Your task is to transcribe the entries below exactly, from their first line down to the line containing "This screenshot has", and to stop there.

■ EXTRACTED MATERIAL ■
*** Begin section ***

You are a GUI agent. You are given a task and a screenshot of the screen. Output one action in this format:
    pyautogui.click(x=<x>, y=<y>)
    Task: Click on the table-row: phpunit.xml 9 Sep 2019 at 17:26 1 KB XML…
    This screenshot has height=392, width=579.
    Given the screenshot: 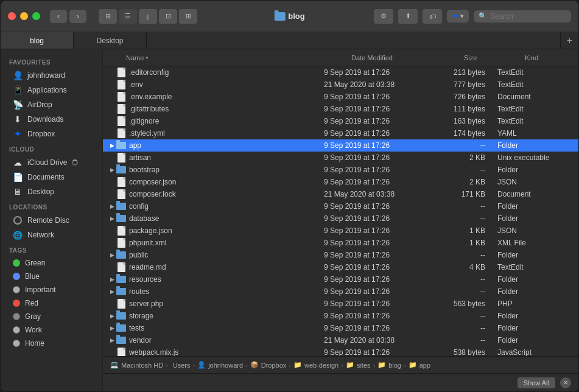 What is the action you would take?
    pyautogui.click(x=341, y=243)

*** End section ***

■ RESULT OF THE EXERCISE ■
You are a GUI agent. You are given a task and a screenshot of the screen. Output one action in this format:
    pyautogui.click(x=<x>, y=<y>)
    Task: Click on the table-row: phpunit.xml 9 Sep 2019 at 17:26 1 KB XML…
    This screenshot has height=392, width=579.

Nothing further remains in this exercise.